If you’ve read me for more than two months, you probably know that I am an actuary, though not a practicing actuary at present. I grew up in the life insurance industry. It’s an unusual place for an investor to start, but there are some advantages:
There’s more, but my topic this evening is financial regulation generally. I’ve been thinking about it, and I have had a moderate shift in my views: I think it would be wise to reinstitute a modified version of Glass-Steagall, but modeled after the way that insurance regulation is done today. For solvency regulation, insurers are much better regulated than banks. The banking industry should imitate the insurance industry in a number of ways.
Here’s the main idea: Allow financial holding companies to own all manner of financial subsidiaries, but disallow:
This would bar complex ownership charts. There would be a big box at the top, with lines to little boxes below, but only one level of depth, and no lines between subsidiaries.
Also:
The view of the government toward financial holding companies should be this: we don’t care if you fail. We do care if your subsidiaries fail, so if the solvency of any of them is getting marginal, dividends to the holding company will be cut off.
Now, I would prefer the rest of the financial industry mimic the insurance industry, in that State regulation is better than Federal regulation. If you want to end too big to fail, split up banks into state subsidiaries. Each state regulator would separately determine solvency issues, and would limit dividends back to the holding company.
Remember, we don’t care if holding companies go broke. If a holding company goes broke, and all of the subsidiaries are solvent, the subsidiaries will easily be sold to other holding companies. The creditors of the bankrupt financial holding company will divide the spoils after a year or so. Cost to the taxpayers: zero.
And maybe, mimic the guarantee funds of the insurance industry, and let the financial subsidiaries self-fund the losses of their fallen competitors. Cost to the taxpayers: zero.
Under this sort of arrangement, you can have “financial supermarkets,” but they would be very different, because the solvency of each part would be separately regulated. You don’t want macro-regulators, they are far easier to fool; specialization in financial regulation is a plus; don’t give any credit to those who use a diversification argument. We are focusing on risks, not risk. Failure does not happen from risk in abstract, but from particular risks that were underrated.
Finally you need risk managers inside all regulated financial institutions that are either FSAs [Fellows in the Society of Actuaries] or CFAs [Chartered Financial Analysts]. I am both, though my FSA status is inactive, because I don’t pay the dues. Why is this valuable?
You need organizations with ethics codes to teach and monitor the behavior of those within. There are failures amid FSAs and CFAs, but society and legal punishment tends to decrease the occurrence.
If we did this, financial companies would be much more stable, and we would reduce the need for the FDIC. There would be personal ethics standards among risk managers inside financial companies, and less reason for regulators to compromise from political pressure.
This is my modified version of Glass-Steagall, which gives financial industries most of what they want, but offers solvency protections far beyond what we have today. Is this a good compromise, or what?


*Task prompt*:
Reproduce the full listing as it stands. Images do not belong in the copy.

*Provided data*:
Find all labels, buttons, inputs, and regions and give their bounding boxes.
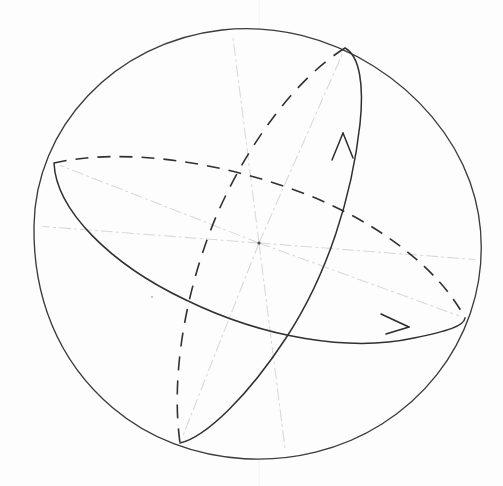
stray-pencil-mark [151, 296, 153, 298]
axis-line-to-right-vertex [259, 243, 459, 316]
sphere-center-dot [257, 241, 260, 244]
axis-line-west [43, 227, 259, 243]
axis-line-north [233, 36, 259, 243]
equatorial-arrow-icon [381, 314, 409, 334]
figure-svg [0, 0, 503, 486]
sphere-orbit-figure [0, 0, 503, 486]
meridional-orbit-front-solid [180, 48, 361, 443]
meridional-orbit-back-dashed [177, 48, 345, 443]
equatorial-orbit-back-dashed [54, 157, 465, 318]
axis-line-east [259, 243, 475, 259]
equatorial-orbit-front-solid [54, 163, 465, 343]
axis-line-to-left-vertex [60, 165, 259, 243]
meridional-arrow-icon [332, 133, 353, 160]
axis-line-to-top-vertex [259, 54, 342, 243]
axis-line-to-bottom-vertex [182, 243, 259, 437]
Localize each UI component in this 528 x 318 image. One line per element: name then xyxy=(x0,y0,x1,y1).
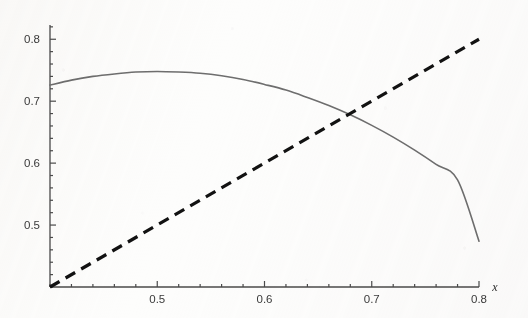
x-axis-ticks xyxy=(50,281,479,287)
y-axis-ticks xyxy=(50,27,56,287)
curve-series-line xyxy=(50,71,479,241)
x-axis-tick-label: 0.7 xyxy=(364,293,380,305)
y-axis-tick-labels: 0.50.60.70.8 xyxy=(24,33,40,231)
y-axis-tick-label: 0.5 xyxy=(24,219,40,231)
plot-area: 0.50.60.70.8 0.50.60.70.8 x xyxy=(0,0,528,318)
y-axis-tick-label: 0.8 xyxy=(24,33,40,45)
chart-figure: 0.50.60.70.8 0.50.60.70.8 x xyxy=(0,0,528,318)
x-axis-tick-label: 0.6 xyxy=(257,293,273,305)
x-axis-label: x xyxy=(491,280,498,294)
y-axis-tick-label: 0.7 xyxy=(24,95,40,107)
diagonal-dashed-line xyxy=(50,39,479,287)
x-axis-tick-label: 0.5 xyxy=(149,293,165,305)
axes-group xyxy=(50,25,479,287)
y-axis-tick-label: 0.6 xyxy=(24,157,40,169)
x-axis-tick-labels: 0.50.60.70.8 xyxy=(149,293,487,305)
x-axis-tick-label: 0.8 xyxy=(471,293,487,305)
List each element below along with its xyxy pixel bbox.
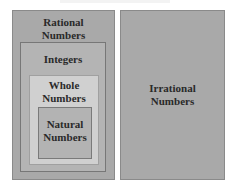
natural-numbers-box: Natural Numbers [38,107,92,159]
rational-label-line2: Numbers [13,29,114,42]
whole-label-line2: Numbers [30,92,98,105]
irrational-label-line2: Numbers [121,95,224,108]
natural-label-line1: Natural [39,118,91,131]
rational-label: Rational Numbers [13,16,114,42]
whole-label-line1: Whole [30,79,98,92]
cropped-title-remnant [60,0,170,3]
whole-label: Whole Numbers [30,79,98,105]
irrational-label: Irrational Numbers [121,82,224,108]
natural-label-line2: Numbers [39,131,91,144]
irrational-numbers-box: Irrational Numbers [120,10,225,180]
irrational-label-line1: Irrational [121,82,224,95]
integers-label: Integers [21,53,105,66]
natural-label: Natural Numbers [39,118,91,144]
rational-label-line1: Rational [13,16,114,29]
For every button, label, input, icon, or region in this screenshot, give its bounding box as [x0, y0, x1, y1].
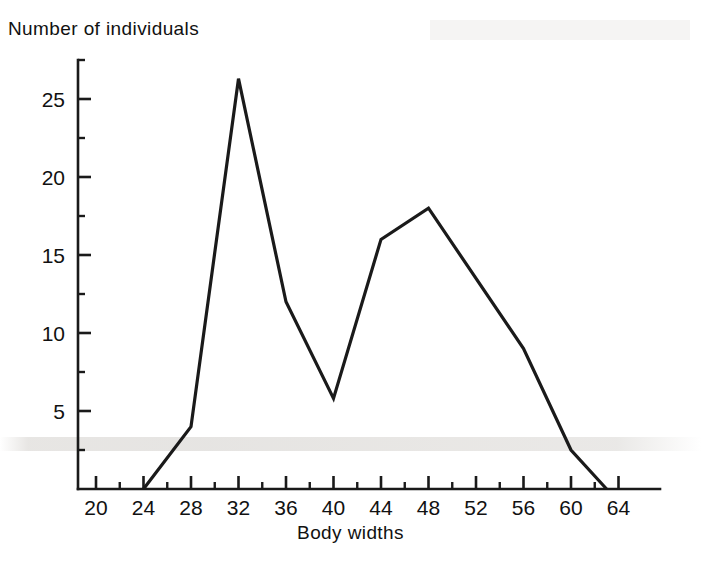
x-tick-label: 28 — [179, 496, 202, 519]
x-tick-label: 52 — [464, 496, 487, 519]
x-tick-label: 48 — [417, 496, 440, 519]
x-tick-label: 32 — [227, 496, 250, 519]
x-tick-label: 44 — [369, 496, 393, 519]
x-tick-label: 40 — [322, 496, 345, 519]
line-chart-plot: 510152025202428323640444852566064 — [0, 0, 701, 565]
x-tick-label: 56 — [512, 496, 535, 519]
y-tick-label: 15 — [42, 244, 65, 267]
x-axis-title: Body widths — [0, 522, 701, 544]
x-tick-label: 64 — [607, 496, 631, 519]
x-tick-label: 20 — [84, 496, 107, 519]
y-tick-label: 10 — [42, 322, 65, 345]
x-tick-label: 24 — [132, 496, 156, 519]
y-tick-label: 20 — [42, 166, 65, 189]
x-tick-label: 60 — [559, 496, 582, 519]
data-series-line — [144, 79, 607, 489]
chart-figure: Number of individuals 510152025202428323… — [0, 0, 701, 565]
y-tick-label: 25 — [42, 88, 65, 111]
x-tick-label: 36 — [274, 496, 297, 519]
y-tick-label: 5 — [53, 400, 65, 423]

*Answer to this problem*:
Find all labels, buttons, inputs, and regions and give their bounding boxes.
stray-pencil-mark [151, 296, 153, 298]
axis-line-to-right-vertex [259, 243, 459, 316]
sphere-center-dot [257, 241, 260, 244]
axis-line-west [43, 227, 259, 243]
axis-line-north [233, 36, 259, 243]
equatorial-arrow-icon [381, 314, 409, 334]
figure-svg [0, 0, 503, 486]
sphere-orbit-figure [0, 0, 503, 486]
meridional-orbit-front-solid [180, 48, 361, 443]
meridional-orbit-back-dashed [177, 48, 345, 443]
equatorial-orbit-back-dashed [54, 157, 465, 318]
axis-line-east [259, 243, 475, 259]
equatorial-orbit-front-solid [54, 163, 465, 343]
axis-line-to-left-vertex [60, 165, 259, 243]
meridional-arrow-icon [332, 133, 353, 160]
axis-line-to-top-vertex [259, 54, 342, 243]
axis-line-to-bottom-vertex [182, 243, 259, 437]
Localize each UI component in this 528 x 318 image. One line per element: name then xyxy=(x0,y0,x1,y1).
x-axis-ticks xyxy=(50,281,479,287)
y-axis-ticks xyxy=(50,27,56,287)
curve-series-line xyxy=(50,71,479,241)
x-axis-tick-label: 0.7 xyxy=(364,293,380,305)
y-axis-tick-labels: 0.50.60.70.8 xyxy=(24,33,40,231)
y-axis-tick-label: 0.5 xyxy=(24,219,40,231)
plot-area: 0.50.60.70.8 0.50.60.70.8 x xyxy=(0,0,528,318)
y-axis-tick-label: 0.8 xyxy=(24,33,40,45)
chart-figure: 0.50.60.70.8 0.50.60.70.8 x xyxy=(0,0,528,318)
x-axis-tick-label: 0.6 xyxy=(257,293,273,305)
x-axis-label: x xyxy=(491,280,498,294)
y-axis-tick-label: 0.7 xyxy=(24,95,40,107)
diagonal-dashed-line xyxy=(50,39,479,287)
x-axis-tick-label: 0.5 xyxy=(149,293,165,305)
axes-group xyxy=(50,25,479,287)
y-axis-tick-label: 0.6 xyxy=(24,157,40,169)
x-axis-tick-labels: 0.50.60.70.8 xyxy=(149,293,487,305)
x-axis-tick-label: 0.8 xyxy=(471,293,487,305)
List each element below along with its xyxy pixel bbox.
natural-numbers-box: Natural Numbers [38,107,92,159]
rational-label-line2: Numbers [13,29,114,42]
whole-label-line2: Numbers [30,92,98,105]
irrational-label-line2: Numbers [121,95,224,108]
natural-label-line1: Natural [39,118,91,131]
rational-label: Rational Numbers [13,16,114,42]
whole-label-line1: Whole [30,79,98,92]
cropped-title-remnant [60,0,170,3]
whole-label: Whole Numbers [30,79,98,105]
irrational-label: Irrational Numbers [121,82,224,108]
natural-label-line2: Numbers [39,131,91,144]
irrational-numbers-box: Irrational Numbers [120,10,225,180]
irrational-label-line1: Irrational [121,82,224,95]
integers-label: Integers [21,53,105,66]
natural-label: Natural Numbers [39,118,91,144]
rational-label-line1: Rational [13,16,114,29]
For every button, label, input, icon, or region in this screenshot, give its bounding box as [x0, y0, x1, y1].
x-tick-label: 28 — [179, 496, 202, 519]
x-tick-label: 52 — [464, 496, 487, 519]
x-tick-label: 48 — [417, 496, 440, 519]
x-tick-label: 32 — [227, 496, 250, 519]
x-tick-label: 44 — [369, 496, 393, 519]
x-tick-label: 40 — [322, 496, 345, 519]
line-chart-plot: 510152025202428323640444852566064 — [0, 0, 701, 565]
x-tick-label: 56 — [512, 496, 535, 519]
y-tick-label: 15 — [42, 244, 65, 267]
x-axis-title: Body widths — [0, 522, 701, 544]
x-tick-label: 64 — [607, 496, 631, 519]
x-tick-label: 20 — [84, 496, 107, 519]
y-tick-label: 10 — [42, 322, 65, 345]
x-tick-label: 24 — [132, 496, 156, 519]
y-tick-label: 20 — [42, 166, 65, 189]
x-tick-label: 60 — [559, 496, 582, 519]
data-series-line — [144, 79, 607, 489]
chart-figure: Number of individuals 510152025202428323… — [0, 0, 701, 565]
y-tick-label: 25 — [42, 88, 65, 111]
x-tick-label: 36 — [274, 496, 297, 519]
y-tick-label: 5 — [53, 400, 65, 423]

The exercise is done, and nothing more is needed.